Sanctity of Life
Biden Nominates Pro-Abortion Lawyer to State Department Legal Post.
“Ms. Cleveland believes that an international expert should have final say in determining America’s policies regulating abortions – not U.S. courts,” a seasoned UN expert told the Friday Fax. “If she was ever called upon to advise about the UN system and asked whether the U.S. has the right to legislate on abortion, she would say no because the UN Human Rights Committee said abortion is an international right.”
Under General Comment 36, abortion on demand is one such “right” recognized by the UN Human Rights Council but not the U.S. government. If international human rights mechanism were permitted to dictate U.S. policy, then not only would the U.S. be obligated to allow abortion on demand up until birth, but it would be required to fund these abortions because it has ratified the International Covenant on Civil and Political Rights. Read more
California Gov. Gavin Newsom Wants to Pay Off Student Loans for People Who Kill Babies in Abortions.

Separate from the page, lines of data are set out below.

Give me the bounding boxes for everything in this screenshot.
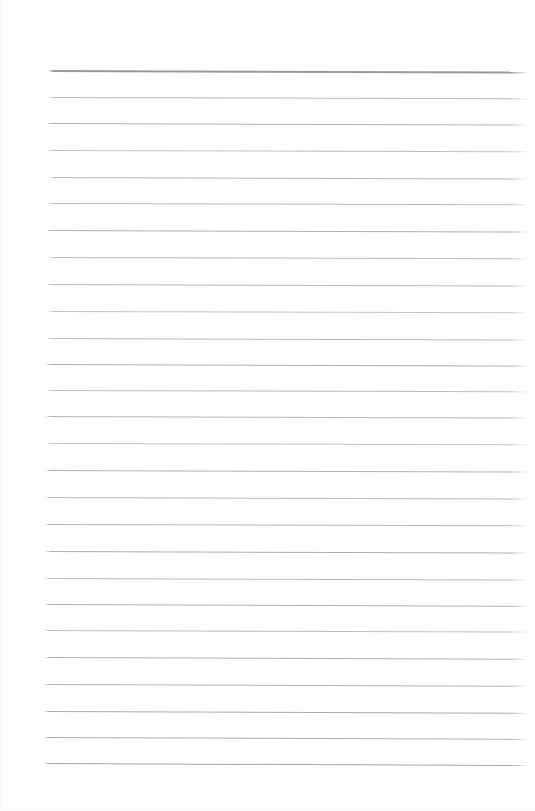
ruled-line: [46, 284, 529, 287]
ruled-line-stroke: [45, 551, 529, 554]
ruled-line-stroke: [46, 123, 529, 126]
ruled-line: [44, 524, 529, 526]
ruled-line-stroke: [46, 230, 529, 233]
ruled-line-stroke: [43, 711, 529, 714]
ruled-line: [43, 737, 529, 740]
ruled-line: [48, 70, 529, 73]
ruled-line-stroke: [44, 578, 529, 580]
ruled-line-stroke: [43, 737, 529, 740]
ruled-line-stroke: [46, 284, 529, 287]
ruled-line: [45, 470, 529, 473]
ruled-line-stroke: [46, 338, 529, 341]
ruled-line-stroke: [45, 416, 529, 419]
ruled-line: [44, 578, 529, 580]
ruled-line: [46, 443, 529, 445]
ruled-line: [47, 150, 529, 152]
ruled-line-stroke: [44, 657, 529, 660]
ruled-line-stroke: [48, 177, 529, 180]
ruled-line: [43, 630, 529, 633]
ruled-line-stroke: [44, 524, 529, 526]
ruled-line-stroke: [43, 763, 529, 766]
ruled-line: [47, 311, 529, 313]
ruled-line: [46, 123, 529, 126]
ruled-line-stroke: [47, 97, 529, 99]
ruled-line-stroke: [45, 364, 529, 367]
ruled-line: [47, 257, 529, 259]
ruled-line: [43, 711, 529, 714]
ruled-line: [45, 364, 529, 367]
ruled-line-stroke: [48, 70, 529, 73]
ruled-line: [47, 203, 529, 205]
ruled-line: [48, 177, 529, 180]
ruled-line-stroke: [44, 604, 529, 607]
ruled-line-stroke: [46, 443, 529, 445]
ruled-line-stroke: [45, 497, 529, 500]
ruled-line-stroke: [47, 203, 529, 205]
ruled-line-stroke: [47, 311, 529, 313]
ruled-line: [45, 551, 529, 554]
ruled-line: [45, 416, 529, 419]
ruled-line-stroke: [47, 257, 529, 259]
scanned-page: [0, 0, 535, 811]
ruled-line: [47, 97, 529, 99]
ruled-line: [44, 657, 529, 660]
ruled-line: [45, 497, 529, 500]
ruled-line-stroke: [45, 470, 529, 473]
ruled-line-stroke: [43, 684, 529, 687]
ruled-line: [43, 684, 529, 687]
ruled-line: [46, 338, 529, 341]
ruled-line-stroke: [46, 390, 529, 392]
ruled-line: [46, 390, 529, 392]
ruled-line-stroke: [43, 630, 529, 633]
ruled-line: [43, 763, 529, 766]
ruled-line: [44, 604, 529, 607]
ruled-line-stroke: [47, 150, 529, 152]
ruled-lines-layer: [0, 0, 535, 811]
ruled-line: [46, 230, 529, 233]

It is no secret that the abortion industry struggles to find workers. Most doctors and nurses go into the medical profession to heal patients, not kill them. So, to prop up the abortion industry, pro-abortion politicians have passed laws to allow nurses and midwives to abort unborn babies. California did in 2013 and several other states have followed, including New Jersey just this week.
But the abortion industry still is struggling to find workers, and now, with the possibility that the U.S. Supreme Court may overturn Roe v. Wade this year, Newsom wants to do more. Read more
Some New Zealanders with Cov** could be eligible for assisted dying.
The New Zealand government declared “in some circumstances a person with Cov**-19 may be eligible for assisted dying.”
The rationale for this decision was the Ministry’s definition concerning the statutory criteria that to be eligible for assisted dying, “a person must have a terminal illness that is likely to end their life within six months.” Such determination is made by the “attending medical practitioner and the independent medical practitioner.”